A World of Stories: Res Ipsa’s Spring Reads | RES IPSA - RES IPSA

A World of Stories: Res Ipsa’s Spring Reads | RES IPSA

There’s something about spring that makes us slow down and pay closer attention—to what’s blooming, to what we’re wearing, to what we’re reading. At Res Ipsa, we like to think of spring as a time to reset. To recharge. To revisit the books we’ve loved and discover ones we didn’t know we needed.

It’s also the season for getting out of town. Whether you're catching a flight, packing your weekender, or just reading in the park, the right book has a way of becoming part of the journey.

This spring, we asked our team to share what they’ve been reading—novels for your carry-on, stories that travel across borders and time, and books that leave you seeing the world a little differently. Here’s what’s on our list:

There’s something about spring that makes us slow down and pay closer attention—to what’s blooming, to what we’re wearing, to what we’re reading. At Res Ipsa, we like to think of spring as a time to reset. To recharge. To revisit the books we’ve loved and discover ones we didn’t know we needed.

It’s also the season for getting out of town. Whether you're catching a flight, packing your weekender, or just reading in the park, the right book has a way of becoming part of the journey. This spring, our reading list spans continents, centuries, and states of mind. These are books that travel—literally and emotionally—and carry you somewhere else.

Here’s what we’re reading:

Inner Excellence by Jim Murphy
A different kind of journey—one inward. Focused on the mental side of performance and self-mastery, Inner Excellence is about quieting the noise, finding clarity, and approaching challenges with grace and resilience. A reset for the mind.

For Bread Alone by Mohamed Choukri
Set in Morocco, this autobiographical novel captures the raw, often brutal reality of street life and survival. Choukri’s story moves through the alleys and marketplaces of Tangier with honesty, grit, and a startling beauty that sticks with you.

Jazz by Toni Morrison
Toni Morrison’s Jazz swings between 1920s Harlem and the deeper roots of the American South. It’s a novel of rhythm, improvisation, and longing, where every sentence feels like a song and every character carries the history of a place—and a people—within them.

World Travel: An Irreverent Guide by Anthony Bourdain and Laurie Woolever
Few people wrote about travel like Bourdain—hungry for discovery, unfiltered, and fiercely observant. This posthumous guide is stitched together from his field notes, interviews, and stories. It bounces from Tokyo noodle joints to street food in Ethiopia, from Uruguay to the Bronx, all with the kind of voice that made you feel like you were sitting next to him at the bar.

The Maniac by Benjamin Labatut
A feverish, mind-bending narrative inspired by the life of John von Neumann, one of the sharpest and strangest minds of the 20th century. Labatut moves through Princeton, Budapest, Vienna, and Los Alamos, tracing the architecture of our digital world and the unsettling genius behind it.

When We Cease to Understand the World by Benjamin Labatut, translated by Adrian Nathan West
A companion in spirit to The Maniac, this earlier work dives into the lives of scientific minds whose discoveries reshaped the world—and often broke them in the process. From Germany to Chile, it blurs the line between truth and fiction in a way that feels eerily real.

Piano Stories by Felisberto Hernández
From Uruguay comes this collection of surreal, musical tales that drift between the familiar and the dreamlike. Hernández, a pianist by training, writes with a rhythm that captures fleeting moments, strange encounters, and the beauty of the barely explained. A favourite read!

The Emperor of Gladness by Ocean Vuong (releases May 13)
Vuong’s latest work promises to continue his exploration of memory, love, and identity. His writing collapses time and place—from Vietnam to Hartford to imagined spaces of grief and tenderness—creating landscapes as rich as any physical journey.

Fish Soup by Margarita García Robayo
Sharp and darkly funny, this Colombian collection explores themes of exile, dislocation, and family dynamics in vivid, biting prose. Her characters straddle cities, coastlines, and personal crossroads, revealing the awkward space between belonging and escape.

Whether you're in motion or standing still, we believe in stories that move. Let us know what you’re reading this spring—or better yet, stop by one of our stores and share your recommendations in person.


# WORK INSTRUCTION:
Repeat the records word for word.

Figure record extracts
================================

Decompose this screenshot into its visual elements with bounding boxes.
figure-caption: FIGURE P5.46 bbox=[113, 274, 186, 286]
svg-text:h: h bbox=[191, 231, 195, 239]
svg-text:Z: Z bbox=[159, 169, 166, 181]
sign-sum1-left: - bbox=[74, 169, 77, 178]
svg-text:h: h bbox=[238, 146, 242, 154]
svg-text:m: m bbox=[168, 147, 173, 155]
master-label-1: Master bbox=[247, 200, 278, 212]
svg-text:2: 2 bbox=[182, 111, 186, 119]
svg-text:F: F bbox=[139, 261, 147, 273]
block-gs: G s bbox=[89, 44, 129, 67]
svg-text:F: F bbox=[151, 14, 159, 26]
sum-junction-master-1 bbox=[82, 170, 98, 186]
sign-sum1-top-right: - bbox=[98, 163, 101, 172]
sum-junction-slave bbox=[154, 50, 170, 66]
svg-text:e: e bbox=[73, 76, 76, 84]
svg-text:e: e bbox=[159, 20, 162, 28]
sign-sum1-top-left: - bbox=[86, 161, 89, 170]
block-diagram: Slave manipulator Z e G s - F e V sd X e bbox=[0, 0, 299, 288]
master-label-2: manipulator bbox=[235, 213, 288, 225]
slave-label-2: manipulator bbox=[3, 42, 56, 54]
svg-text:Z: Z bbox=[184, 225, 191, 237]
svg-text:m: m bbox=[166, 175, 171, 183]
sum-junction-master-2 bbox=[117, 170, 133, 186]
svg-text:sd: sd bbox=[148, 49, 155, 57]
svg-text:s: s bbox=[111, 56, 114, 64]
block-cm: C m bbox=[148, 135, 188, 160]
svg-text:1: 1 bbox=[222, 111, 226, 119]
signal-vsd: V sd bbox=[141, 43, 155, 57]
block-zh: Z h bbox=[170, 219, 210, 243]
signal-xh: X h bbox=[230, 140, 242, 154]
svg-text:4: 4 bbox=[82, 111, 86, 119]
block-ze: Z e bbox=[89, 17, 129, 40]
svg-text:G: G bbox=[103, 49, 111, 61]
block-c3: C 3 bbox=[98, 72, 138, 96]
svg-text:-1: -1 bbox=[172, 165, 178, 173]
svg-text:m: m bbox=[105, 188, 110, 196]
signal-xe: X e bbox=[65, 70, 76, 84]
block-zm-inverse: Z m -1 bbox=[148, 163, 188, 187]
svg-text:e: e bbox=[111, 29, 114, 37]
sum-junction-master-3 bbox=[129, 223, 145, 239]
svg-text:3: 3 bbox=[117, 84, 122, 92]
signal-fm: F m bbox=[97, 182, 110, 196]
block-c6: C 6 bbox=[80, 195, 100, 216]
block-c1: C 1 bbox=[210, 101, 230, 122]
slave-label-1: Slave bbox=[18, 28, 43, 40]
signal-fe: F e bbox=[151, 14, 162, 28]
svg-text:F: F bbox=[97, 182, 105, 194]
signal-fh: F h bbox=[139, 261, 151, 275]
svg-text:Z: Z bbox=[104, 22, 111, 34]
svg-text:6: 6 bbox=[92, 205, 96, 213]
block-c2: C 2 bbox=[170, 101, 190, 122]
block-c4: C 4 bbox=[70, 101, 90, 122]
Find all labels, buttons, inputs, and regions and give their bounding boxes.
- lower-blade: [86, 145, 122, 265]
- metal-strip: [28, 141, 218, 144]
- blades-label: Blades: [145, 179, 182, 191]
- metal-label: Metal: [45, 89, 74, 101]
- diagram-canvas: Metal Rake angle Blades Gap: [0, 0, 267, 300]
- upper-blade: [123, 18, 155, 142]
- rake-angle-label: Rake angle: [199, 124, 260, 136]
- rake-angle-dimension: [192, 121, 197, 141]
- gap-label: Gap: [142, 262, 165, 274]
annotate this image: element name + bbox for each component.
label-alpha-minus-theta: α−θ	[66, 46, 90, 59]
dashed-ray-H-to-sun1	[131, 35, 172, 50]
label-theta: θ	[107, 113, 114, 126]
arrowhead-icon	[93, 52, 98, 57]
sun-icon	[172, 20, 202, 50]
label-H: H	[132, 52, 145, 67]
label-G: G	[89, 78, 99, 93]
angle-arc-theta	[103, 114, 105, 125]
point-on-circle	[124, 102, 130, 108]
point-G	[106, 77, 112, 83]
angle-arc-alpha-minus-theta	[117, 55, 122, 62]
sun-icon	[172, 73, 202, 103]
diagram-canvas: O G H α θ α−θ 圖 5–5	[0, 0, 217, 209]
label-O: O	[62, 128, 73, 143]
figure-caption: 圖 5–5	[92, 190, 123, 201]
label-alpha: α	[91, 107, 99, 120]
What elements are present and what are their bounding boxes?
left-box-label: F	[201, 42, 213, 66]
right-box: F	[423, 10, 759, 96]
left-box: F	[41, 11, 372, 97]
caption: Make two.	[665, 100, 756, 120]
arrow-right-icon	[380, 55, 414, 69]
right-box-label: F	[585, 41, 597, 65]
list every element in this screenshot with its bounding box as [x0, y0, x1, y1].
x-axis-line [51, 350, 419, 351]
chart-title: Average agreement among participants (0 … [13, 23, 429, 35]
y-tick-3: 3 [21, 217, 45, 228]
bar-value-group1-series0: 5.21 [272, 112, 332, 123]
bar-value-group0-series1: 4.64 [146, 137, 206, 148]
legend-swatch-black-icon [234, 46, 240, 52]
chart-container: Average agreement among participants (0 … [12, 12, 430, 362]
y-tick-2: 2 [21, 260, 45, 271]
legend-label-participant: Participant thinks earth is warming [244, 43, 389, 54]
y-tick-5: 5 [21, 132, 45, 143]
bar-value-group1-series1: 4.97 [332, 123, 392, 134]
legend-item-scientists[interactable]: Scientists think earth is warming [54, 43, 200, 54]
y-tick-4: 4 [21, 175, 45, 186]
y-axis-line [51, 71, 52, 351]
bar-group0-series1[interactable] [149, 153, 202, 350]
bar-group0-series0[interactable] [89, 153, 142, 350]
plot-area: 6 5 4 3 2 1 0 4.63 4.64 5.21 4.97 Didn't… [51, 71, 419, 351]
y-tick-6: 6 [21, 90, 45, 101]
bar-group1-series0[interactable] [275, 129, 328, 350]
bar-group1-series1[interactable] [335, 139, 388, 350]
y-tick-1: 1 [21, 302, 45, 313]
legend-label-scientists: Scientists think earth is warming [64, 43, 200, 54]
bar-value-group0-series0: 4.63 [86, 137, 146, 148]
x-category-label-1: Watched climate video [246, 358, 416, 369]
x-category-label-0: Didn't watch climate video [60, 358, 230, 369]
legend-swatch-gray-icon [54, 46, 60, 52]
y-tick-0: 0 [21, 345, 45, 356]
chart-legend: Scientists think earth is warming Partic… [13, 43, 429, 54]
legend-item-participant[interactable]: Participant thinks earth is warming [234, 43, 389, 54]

================================

# REPLY:
Decompose this screenshot into its visual elements with bounding boxes.
figure-caption: FIGURE P5.46 bbox=[113, 274, 186, 286]
svg-text:h: h bbox=[191, 231, 195, 239]
svg-text:Z: Z bbox=[159, 169, 166, 181]
sign-sum1-left: - bbox=[74, 169, 77, 178]
svg-text:h: h bbox=[238, 146, 242, 154]
svg-text:m: m bbox=[168, 147, 173, 155]
master-label-1: Master bbox=[247, 200, 278, 212]
svg-text:2: 2 bbox=[182, 111, 186, 119]
svg-text:F: F bbox=[139, 261, 147, 273]
block-gs: G s bbox=[89, 44, 129, 67]
svg-text:F: F bbox=[151, 14, 159, 26]
sum-junction-master-1 bbox=[82, 170, 98, 186]
sign-sum1-top-right: - bbox=[98, 163, 101, 172]
sum-junction-slave bbox=[154, 50, 170, 66]
svg-text:e: e bbox=[73, 76, 76, 84]
svg-text:e: e bbox=[159, 20, 162, 28]
sign-sum1-top-left: - bbox=[86, 161, 89, 170]
block-diagram: Slave manipulator Z e G s - F e V sd X e bbox=[0, 0, 299, 288]
master-label-2: manipulator bbox=[235, 213, 288, 225]
slave-label-2: manipulator bbox=[3, 42, 56, 54]
svg-text:Z: Z bbox=[184, 225, 191, 237]
svg-text:m: m bbox=[166, 175, 171, 183]
sum-junction-master-2 bbox=[117, 170, 133, 186]
svg-text:sd: sd bbox=[148, 49, 155, 57]
svg-text:s: s bbox=[111, 56, 114, 64]
block-cm: C m bbox=[148, 135, 188, 160]
svg-text:1: 1 bbox=[222, 111, 226, 119]
signal-vsd: V sd bbox=[141, 43, 155, 57]
block-zh: Z h bbox=[170, 219, 210, 243]
signal-xh: X h bbox=[230, 140, 242, 154]
svg-text:4: 4 bbox=[82, 111, 86, 119]
block-ze: Z e bbox=[89, 17, 129, 40]
svg-text:G: G bbox=[103, 49, 111, 61]
block-c3: C 3 bbox=[98, 72, 138, 96]
svg-text:-1: -1 bbox=[172, 165, 178, 173]
svg-text:m: m bbox=[105, 188, 110, 196]
signal-xe: X e bbox=[65, 70, 76, 84]
block-zm-inverse: Z m -1 bbox=[148, 163, 188, 187]
svg-text:e: e bbox=[111, 29, 114, 37]
sum-junction-master-3 bbox=[129, 223, 145, 239]
svg-text:3: 3 bbox=[117, 84, 122, 92]
signal-fm: F m bbox=[97, 182, 110, 196]
block-c6: C 6 bbox=[80, 195, 100, 216]
block-c1: C 1 bbox=[210, 101, 230, 122]
slave-label-1: Slave bbox=[18, 28, 43, 40]
signal-fe: F e bbox=[151, 14, 162, 28]
svg-text:F: F bbox=[97, 182, 105, 194]
signal-fh: F h bbox=[139, 261, 151, 275]
svg-text:Z: Z bbox=[104, 22, 111, 34]
svg-text:6: 6 bbox=[92, 205, 96, 213]
block-c2: C 2 bbox=[170, 101, 190, 122]
block-c4: C 4 bbox=[70, 101, 90, 122]
Find all labels, buttons, inputs, and regions and give their bounding boxes.
- lower-blade: [86, 145, 122, 265]
- metal-strip: [28, 141, 218, 144]
- blades-label: Blades: [145, 179, 182, 191]
- metal-label: Metal: [45, 89, 74, 101]
- diagram-canvas: Metal Rake angle Blades Gap: [0, 0, 267, 300]
- upper-blade: [123, 18, 155, 142]
- rake-angle-label: Rake angle: [199, 124, 260, 136]
- rake-angle-dimension: [192, 121, 197, 141]
- gap-label: Gap: [142, 262, 165, 274]
annotate this image: element name + bbox for each component.
label-alpha-minus-theta: α−θ	[66, 46, 90, 59]
dashed-ray-H-to-sun1	[131, 35, 172, 50]
label-theta: θ	[107, 113, 114, 126]
arrowhead-icon	[93, 52, 98, 57]
sun-icon	[172, 20, 202, 50]
label-H: H	[132, 52, 145, 67]
label-G: G	[89, 78, 99, 93]
angle-arc-theta	[103, 114, 105, 125]
point-on-circle	[124, 102, 130, 108]
point-G	[106, 77, 112, 83]
angle-arc-alpha-minus-theta	[117, 55, 122, 62]
sun-icon	[172, 73, 202, 103]
diagram-canvas: O G H α θ α−θ 圖 5–5	[0, 0, 217, 209]
label-O: O	[62, 128, 73, 143]
figure-caption: 圖 5–5	[92, 190, 123, 201]
label-alpha: α	[91, 107, 99, 120]
What elements are present and what are their bounding boxes?
left-box-label: F	[201, 42, 213, 66]
right-box: F	[423, 10, 759, 96]
left-box: F	[41, 11, 372, 97]
caption: Make two.	[665, 100, 756, 120]
arrow-right-icon	[380, 55, 414, 69]
right-box-label: F	[585, 41, 597, 65]
list every element in this screenshot with its bounding box as [x0, y0, x1, y1].
x-axis-line [51, 350, 419, 351]
chart-title: Average agreement among participants (0 … [13, 23, 429, 35]
y-tick-3: 3 [21, 217, 45, 228]
bar-value-group1-series0: 5.21 [272, 112, 332, 123]
bar-value-group0-series1: 4.64 [146, 137, 206, 148]
legend-swatch-black-icon [234, 46, 240, 52]
chart-container: Average agreement among participants (0 … [12, 12, 430, 362]
y-tick-2: 2 [21, 260, 45, 271]
legend-label-participant: Participant thinks earth is warming [244, 43, 389, 54]
y-tick-5: 5 [21, 132, 45, 143]
bar-value-group1-series1: 4.97 [332, 123, 392, 134]
legend-item-scientists[interactable]: Scientists think earth is warming [54, 43, 200, 54]
y-tick-4: 4 [21, 175, 45, 186]
y-axis-line [51, 71, 52, 351]
bar-group0-series1[interactable] [149, 153, 202, 350]
bar-group0-series0[interactable] [89, 153, 142, 350]
plot-area: 6 5 4 3 2 1 0 4.63 4.64 5.21 4.97 Didn't… [51, 71, 419, 351]
y-tick-6: 6 [21, 90, 45, 101]
bar-group1-series0[interactable] [275, 129, 328, 350]
bar-group1-series1[interactable] [335, 139, 388, 350]
y-tick-1: 1 [21, 302, 45, 313]
legend-label-scientists: Scientists think earth is warming [64, 43, 200, 54]
bar-value-group0-series0: 4.63 [86, 137, 146, 148]
x-category-label-1: Watched climate video [246, 358, 416, 369]
x-category-label-0: Didn't watch climate video [60, 358, 230, 369]
legend-swatch-gray-icon [54, 46, 60, 52]
y-tick-0: 0 [21, 345, 45, 356]
chart-legend: Scientists think earth is warming Partic… [13, 43, 429, 54]
legend-item-participant[interactable]: Participant thinks earth is warming [234, 43, 389, 54]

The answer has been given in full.